Are you serious? How could more memory help getting more computational performance??

I was under the impression that framerate is also affected when memory intensive elements take a huge chunk of the available memory.
I also remember in the case of Crysis on the PS3 that the res was reduced compared to the 360's due to more memory constraints on the Sony platform. They could have went with the same res if they wanted to but that would have affected the performance, right?
 
Only if bandwidth is the bottleneck I would presume having smaller textures can affect the framerate, or when the rendering is negatively affected by having to get the textures from harddrive, etc. Then you could have much more texture in memory and get at them much faster. But I would be highly surprised if Guerilla will manage a higher framerate because they got more memory, and I think they've already confirmed to stick to 30fps.
 
I was under the impression that framerate is also affected when memory intensive elements take a huge chunk of the available memory.
I also remember in the case of Crysis on the PS3 that the res was reduced compared to the 360's due to more memory constraints on the Sony platform.
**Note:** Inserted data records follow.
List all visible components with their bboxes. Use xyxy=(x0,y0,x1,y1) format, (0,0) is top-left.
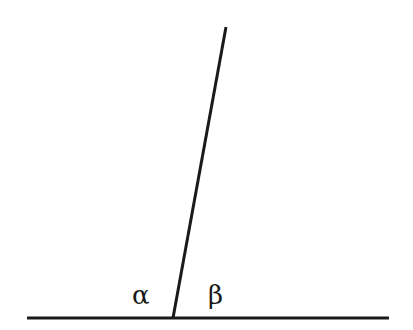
beta-label: β xyxy=(208,280,223,310)
oblique-line xyxy=(173,27,226,318)
angle-diagram: α β xyxy=(0,0,413,330)
alpha-label: α xyxy=(132,280,150,310)
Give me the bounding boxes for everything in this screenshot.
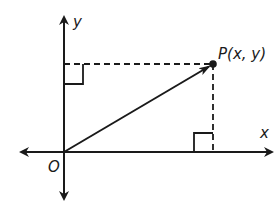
origin-label: O: [48, 158, 60, 176]
point-p-label: P(x, y): [218, 45, 266, 63]
point-p-dot: [209, 60, 217, 68]
y-axis-label: y: [72, 13, 83, 31]
coordinate-diagram: y x O P(x, y): [0, 0, 278, 202]
x-axis-label: x: [259, 124, 269, 142]
right-angle-marker-x-axis: [194, 133, 213, 152]
position-vector-arrow: [64, 67, 209, 153]
right-angle-marker-y-axis: [64, 64, 83, 84]
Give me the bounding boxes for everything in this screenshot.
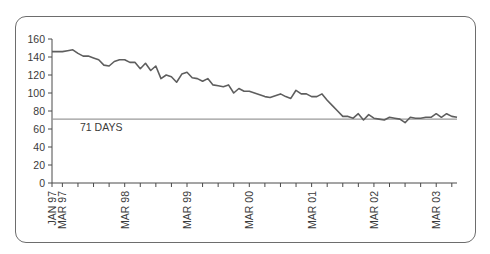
y-tick-label: 0 xyxy=(39,177,45,189)
y-tick-label: 40 xyxy=(33,141,45,153)
y-tick-label: 80 xyxy=(33,105,45,117)
x-axis: JAN 97MAR 97MAR 98MAR 99MAR 00MAR 01MAR … xyxy=(46,183,457,229)
reference-line-label: 71 DAYS xyxy=(80,121,122,133)
line-chart: 020406080100120140160 JAN 97MAR 97MAR 98… xyxy=(0,0,490,254)
y-tick-label: 100 xyxy=(27,87,45,99)
y-tick-label: 160 xyxy=(27,33,45,45)
x-tick-label: MAR 02 xyxy=(368,191,380,229)
x-tick-label: MAR 00 xyxy=(243,191,255,229)
x-tick-label: MAR 01 xyxy=(306,191,318,229)
y-tick-label: 60 xyxy=(33,123,45,135)
y-axis: 020406080100120140160 xyxy=(27,33,52,189)
x-tick-label: MAR 98 xyxy=(119,191,131,229)
x-tick-label: MAR 99 xyxy=(181,191,193,229)
y-tick-label: 120 xyxy=(27,69,45,81)
data-series-line xyxy=(52,50,457,123)
x-tick-label: MAR 03 xyxy=(430,191,442,229)
x-tick-label: MAR 97 xyxy=(56,191,68,229)
y-tick-label: 20 xyxy=(33,159,45,171)
y-tick-label: 140 xyxy=(27,51,45,63)
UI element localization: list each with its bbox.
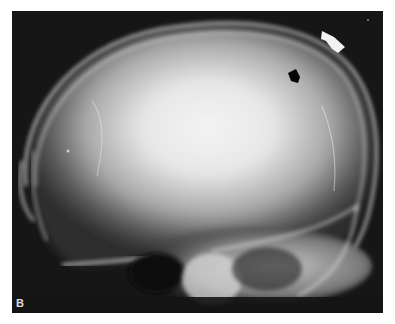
panel-label: B (16, 298, 24, 309)
radiograph-image: B (12, 11, 383, 313)
sphenoid-sinus (129, 253, 185, 293)
skull-xray (12, 11, 383, 313)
They could have went with the same res if they wanted to but that would have affected the performance, right?

correction:
"framerate is also affected when memory intensive elements take a huge chunk of the available memory bandwidth."

Using smaller textures uses less bandwidth - that is where your performance savings come in. It has nothing to do with the amount of ram being used.
And this only applies when you are bandwidth limited. If anything, using more memory will typically mean reduced performance as it implies you are reading more data, missing caches more often etc (therefor more bandwidth hit).
At the end of the day, KZ:SF has ~4-5GB / frame bandwidth for 30fps. Use more, and the frame rate goes down. Remember that isn't ~4-5 GB of unique memory either, as typically most data will be read+written multiple times per frame.
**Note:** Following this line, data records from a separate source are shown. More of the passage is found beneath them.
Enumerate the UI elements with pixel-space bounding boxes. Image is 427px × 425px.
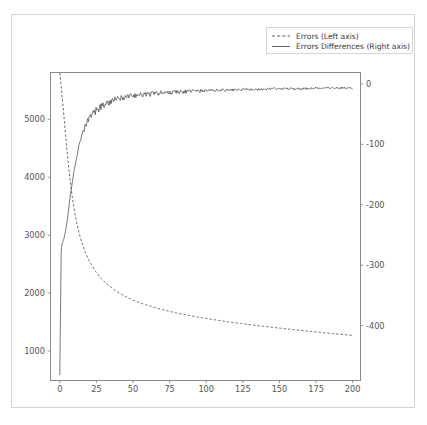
right-y-tick-label: -100 bbox=[366, 139, 385, 149]
axes-frame bbox=[51, 73, 361, 381]
x-tick-label: 175 bbox=[308, 384, 324, 394]
chart-legend: Errors (Left axis) Errors Differences (R… bbox=[267, 28, 413, 54]
x-tick-label: 0 bbox=[57, 384, 62, 394]
matplotlib-figure: 0255075100125150175200 10002000300040005… bbox=[0, 0, 427, 425]
left-y-tick-label: 2000 bbox=[24, 288, 45, 298]
right-y-tick-label: -300 bbox=[366, 260, 385, 270]
left-y-tick-label: 1000 bbox=[24, 346, 45, 356]
dual-axis-line-chart: 0255075100125150175200 10002000300040005… bbox=[0, 0, 427, 425]
series-errors bbox=[60, 73, 353, 335]
left-y-axis-ticks: 10002000300040005000 bbox=[24, 114, 51, 356]
x-tick-label: 75 bbox=[164, 384, 174, 394]
x-tick-label: 25 bbox=[91, 384, 101, 394]
x-tick-label: 50 bbox=[128, 384, 138, 394]
legend-label-errors: Errors (Left axis) bbox=[296, 32, 359, 41]
x-axis-ticks: 0255075100125150175200 bbox=[57, 380, 360, 394]
right-y-tick-label: -400 bbox=[366, 321, 385, 331]
left-y-tick-label: 5000 bbox=[24, 114, 45, 124]
left-y-tick-label: 3000 bbox=[24, 230, 45, 240]
left-y-tick-label: 4000 bbox=[24, 172, 45, 182]
x-tick-label: 150 bbox=[272, 384, 288, 394]
right-y-axis-ticks: 0-100-200-300-400 bbox=[360, 79, 385, 331]
x-tick-label: 200 bbox=[345, 384, 361, 394]
right-y-tick-label: -200 bbox=[366, 200, 385, 210]
x-tick-label: 125 bbox=[235, 384, 251, 394]
legend-label-errors-differences: Errors Differences (Right axis) bbox=[296, 42, 410, 51]
x-tick-label: 100 bbox=[198, 384, 214, 394]
series-errors-differences bbox=[60, 87, 353, 375]
right-y-tick-label: 0 bbox=[366, 79, 371, 89]
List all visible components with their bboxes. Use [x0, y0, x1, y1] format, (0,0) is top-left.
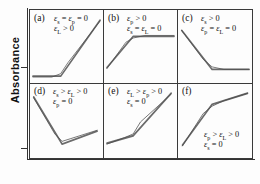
panel-b-condition-1: εp > 0: [127, 14, 161, 24]
panel-b-conditions: εp > 0 εs = εL = 0: [127, 14, 161, 34]
y-axis-label: Absorbance: [9, 20, 25, 120]
panel-c-thin-trace: [182, 30, 249, 69]
panel-c-conditions: εs > 0 εp = εL = 0: [201, 14, 236, 34]
y-axis-line: [27, 8, 28, 160]
panel-c-condition-1: εs > 0: [201, 14, 236, 24]
figure-absorbance-panels: Absorbance (a) εs = εp = 0 εL > 0 (b) εp…: [0, 0, 260, 184]
panel-e-tag: (e): [108, 87, 119, 97]
panel-c-thick-trace: [182, 30, 249, 69]
panel-b-condition-2: εs = εL = 0: [127, 24, 161, 34]
panel-d: (d) εs > εL > 0 εp = 0: [30, 84, 104, 158]
panel-c: (c) εs > 0 εp = εL = 0: [178, 10, 252, 84]
panel-f-conditions: εp > εL > 0 εs = 0: [204, 130, 239, 150]
panel-grid: (a) εs = εp = 0 εL > 0 (b) εp > 0 εs = ε…: [29, 9, 253, 159]
panel-a-conditions: εs = εp = 0 εL > 0: [54, 14, 88, 34]
panel-e-condition-2: εs = 0: [127, 97, 162, 107]
panel-f-condition-1: εp > εL > 0: [204, 130, 239, 140]
panel-a-condition-2: εL > 0: [54, 24, 88, 34]
panel-d-conditions: εs > εL > 0 εp = 0: [53, 87, 87, 107]
panel-d-condition-2: εp = 0: [53, 97, 87, 107]
panel-a-tag: (a): [34, 14, 45, 24]
panel-c-condition-2: εp = εL = 0: [201, 24, 236, 34]
y-axis-tick-row1: [21, 67, 28, 68]
panel-e: (e) εL > εp > 0 εs = 0: [104, 84, 178, 158]
panel-c-tag: (c): [182, 14, 193, 24]
panel-d-condition-1: εs > εL > 0: [53, 87, 87, 97]
panel-e-condition-1: εL > εp > 0: [127, 87, 162, 97]
panel-f-tag: (f): [182, 87, 192, 97]
panel-a-condition-1: εs = εp = 0: [54, 14, 88, 24]
panel-b: (b) εp > 0 εs = εL = 0: [104, 10, 178, 84]
panel-a: (a) εs = εp = 0 εL > 0: [30, 10, 104, 84]
panel-b-tag: (b): [108, 14, 119, 24]
panel-b-thick-trace: [107, 36, 174, 67]
y-axis-tick-row2: [21, 148, 28, 149]
panel-b-thin-trace: [107, 35, 174, 68]
panel-f: (f) εp > εL > 0 εs = 0: [178, 84, 252, 158]
x-axis-line: [27, 159, 255, 160]
panel-d-tag: (d): [34, 87, 45, 97]
panel-e-conditions: εL > εp > 0 εs = 0: [127, 87, 162, 107]
panel-f-condition-2: εs = 0: [204, 140, 239, 150]
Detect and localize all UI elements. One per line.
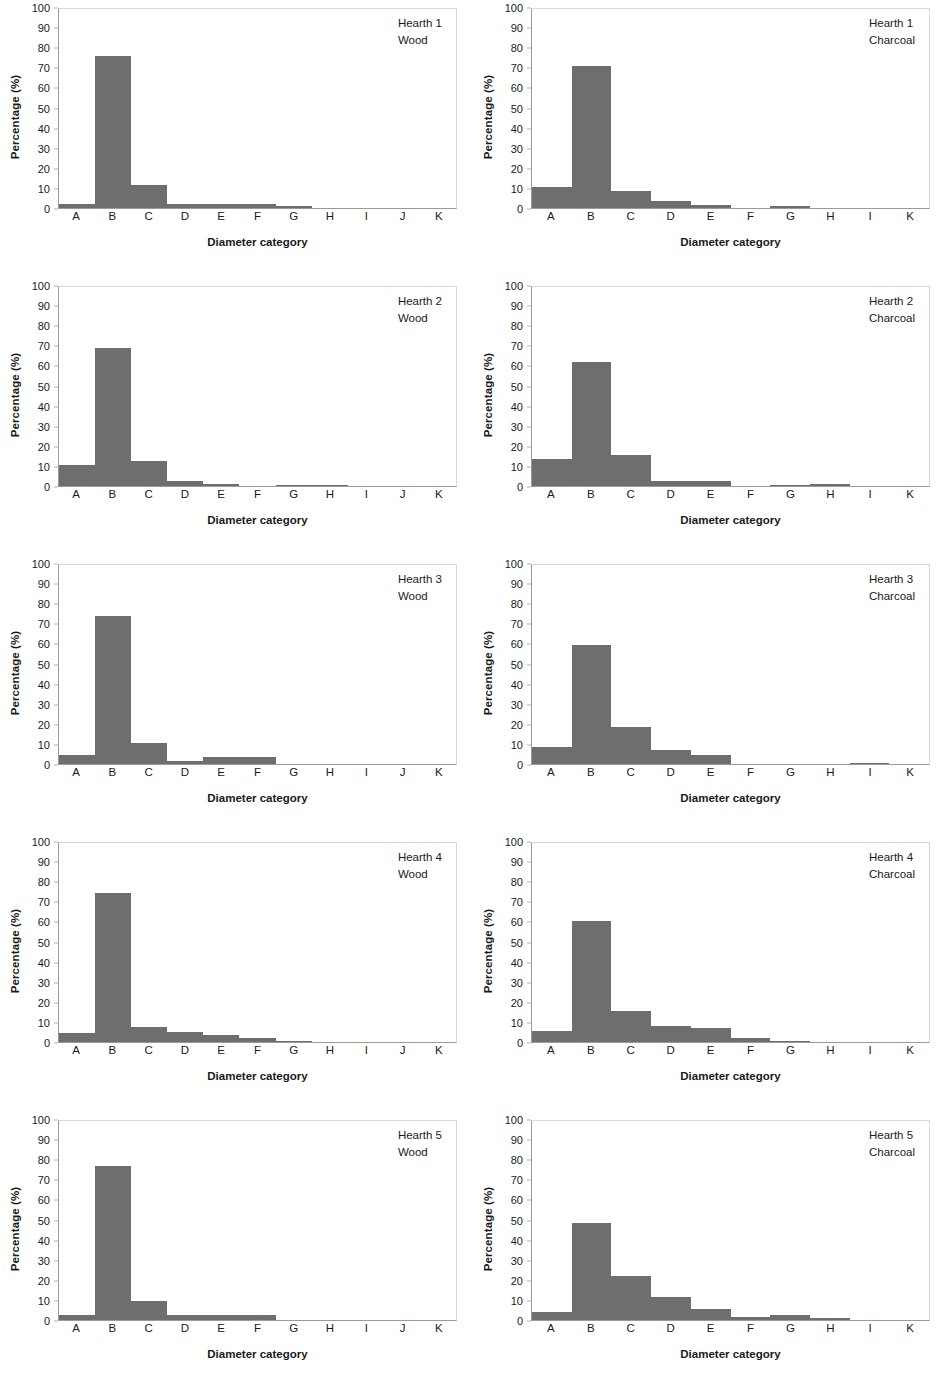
bar-G	[770, 206, 810, 208]
bar-series	[59, 9, 456, 208]
x-tick-label: J	[384, 1323, 420, 1335]
bar-D	[651, 1026, 691, 1042]
panel-annotation: Hearth 3Wood	[398, 571, 442, 604]
bar-C	[611, 191, 651, 208]
bar-B	[95, 1166, 131, 1320]
y-tick-label: 10	[511, 1017, 523, 1028]
y-tick-label: 80	[511, 321, 523, 332]
y-axis-label: Percentage (%)	[479, 564, 497, 782]
y-tick-label: 0	[517, 1038, 523, 1049]
x-axis-ticks: ABCDEFGHIJK	[58, 1323, 457, 1335]
y-tick-label: 20	[38, 163, 50, 174]
x-axis-ticks: ABCDEFGHIJK	[58, 211, 457, 223]
x-tick-label: A	[531, 1323, 571, 1335]
x-tick-label: J	[384, 1045, 420, 1057]
y-tick-label: 40	[38, 957, 50, 968]
material-subtitle: Charcoal	[869, 866, 915, 883]
x-tick-label: E	[691, 1323, 731, 1335]
y-tick-label: 40	[511, 123, 523, 134]
x-tick-label: K	[421, 1323, 457, 1335]
x-tick-label: K	[890, 489, 930, 501]
y-tick-label: 20	[38, 441, 50, 452]
chart-panel: Percentage (%)1009080706050403020100Hear…	[473, 0, 946, 278]
x-axis-ticks: ABCDEFGHIK	[531, 1045, 930, 1057]
bar-F	[239, 1315, 275, 1320]
bar-C	[611, 1276, 651, 1320]
y-axis-ticks: 1009080706050403020100	[24, 8, 54, 209]
y-tick-label: 60	[38, 639, 50, 650]
x-axis-label: Diameter category	[531, 1070, 930, 1082]
y-tick-label: 100	[32, 837, 50, 848]
x-tick-label: D	[651, 1045, 691, 1057]
panel-annotation: Hearth 4Charcoal	[869, 849, 915, 882]
bar-E	[691, 1028, 731, 1042]
x-tick-label: H	[810, 1045, 850, 1057]
y-tick-label: 70	[38, 619, 50, 630]
x-tick-label: B	[571, 1323, 611, 1335]
y-tick-label: 50	[38, 659, 50, 670]
x-tick-label: F	[731, 767, 771, 779]
y-tick-label: 60	[38, 1195, 50, 1206]
x-tick-label: E	[691, 1045, 731, 1057]
bar-E	[691, 481, 731, 486]
material-subtitle: Wood	[398, 310, 442, 327]
y-tick-label: 80	[38, 321, 50, 332]
y-tick-label: 50	[511, 381, 523, 392]
x-axis-label: Diameter category	[58, 236, 457, 248]
y-axis-label-text: Percentage (%)	[482, 909, 494, 993]
bar-D	[651, 750, 691, 764]
hearth-title: Hearth 4	[398, 849, 442, 866]
x-axis-label: Diameter category	[58, 1070, 457, 1082]
y-tick-label: 10	[38, 739, 50, 750]
y-tick-label: 50	[38, 937, 50, 948]
panel-annotation: Hearth 2Wood	[398, 293, 442, 326]
bar-E	[203, 204, 239, 208]
y-axis-label-text: Percentage (%)	[482, 1187, 494, 1271]
y-tick-label: 0	[44, 204, 50, 215]
y-axis-label: Percentage (%)	[479, 286, 497, 504]
bar-H	[312, 485, 348, 486]
bar-A	[59, 1033, 95, 1042]
x-tick-label: A	[58, 211, 94, 223]
y-axis-label-text: Percentage (%)	[482, 631, 494, 715]
panel-annotation: Hearth 1Wood	[398, 15, 442, 48]
y-tick-label: 10	[38, 1017, 50, 1028]
y-tick-label: 80	[511, 43, 523, 54]
y-axis-ticks: 1009080706050403020100	[24, 286, 54, 487]
chart-panel: Percentage (%)1009080706050403020100Hear…	[473, 1112, 946, 1394]
y-tick-label: 50	[511, 659, 523, 670]
y-axis-label: Percentage (%)	[6, 842, 24, 1060]
x-tick-label: J	[384, 767, 420, 779]
y-tick-label: 70	[38, 63, 50, 74]
y-tick-label: 30	[511, 421, 523, 432]
x-tick-label: C	[611, 1045, 651, 1057]
bar-A	[532, 1312, 572, 1320]
chart-panel: Percentage (%)1009080706050403020100Hear…	[0, 556, 473, 834]
x-tick-label: A	[58, 1045, 94, 1057]
x-tick-label: C	[131, 489, 167, 501]
plot-wrapper: Percentage (%)1009080706050403020100Hear…	[477, 1120, 940, 1338]
y-tick-label: 90	[38, 1135, 50, 1146]
y-tick-label: 80	[511, 1155, 523, 1166]
bar-D	[651, 201, 691, 208]
x-axis-ticks: ABCDEFGHIJK	[58, 767, 457, 779]
bar-E	[691, 205, 731, 208]
y-tick-label: 90	[38, 579, 50, 590]
y-axis-label: Percentage (%)	[479, 1120, 497, 1338]
x-tick-label: H	[810, 1323, 850, 1335]
x-tick-label: D	[651, 1323, 691, 1335]
x-tick-label: G	[770, 489, 810, 501]
x-tick-label: F	[239, 1323, 275, 1335]
plot-area: Hearth 2Wood	[58, 286, 457, 487]
y-axis-label: Percentage (%)	[479, 8, 497, 226]
y-axis-ticks: 1009080706050403020100	[24, 842, 54, 1043]
chart-panel: Percentage (%)1009080706050403020100Hear…	[0, 834, 473, 1112]
bar-H	[810, 484, 850, 486]
x-tick-label: I	[348, 1323, 384, 1335]
y-tick-label: 30	[511, 699, 523, 710]
y-tick-label: 20	[511, 719, 523, 730]
y-tick-label: 10	[511, 183, 523, 194]
hearth-title: Hearth 5	[398, 1127, 442, 1144]
bar-B	[572, 362, 612, 486]
y-tick-label: 10	[38, 461, 50, 472]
As for Crysis ps3, if you hit the memory wall (as in, don't have any left) there really isn't much you can do. If you have exhausted algorithmic memory reduction (eg, stream more aggressively - popin), then you simple have to cut stuff out.
 
Why? Reducing texture resolutions in games and freeing up memory does result in increased FPS on pc!

I'm assuming that you're not intentionally trolling with this...

That is only true for one case, where the required amount of textures does not fit into the available VRAM and the game has to load data for the rendering through the AGP / PCI express bus for every frame. In short it's called trashing and it can send the fps to single digits, true.

But this is a different architecture and the game is clearly running smoothly already, so there's no trashing and more RAM would not help.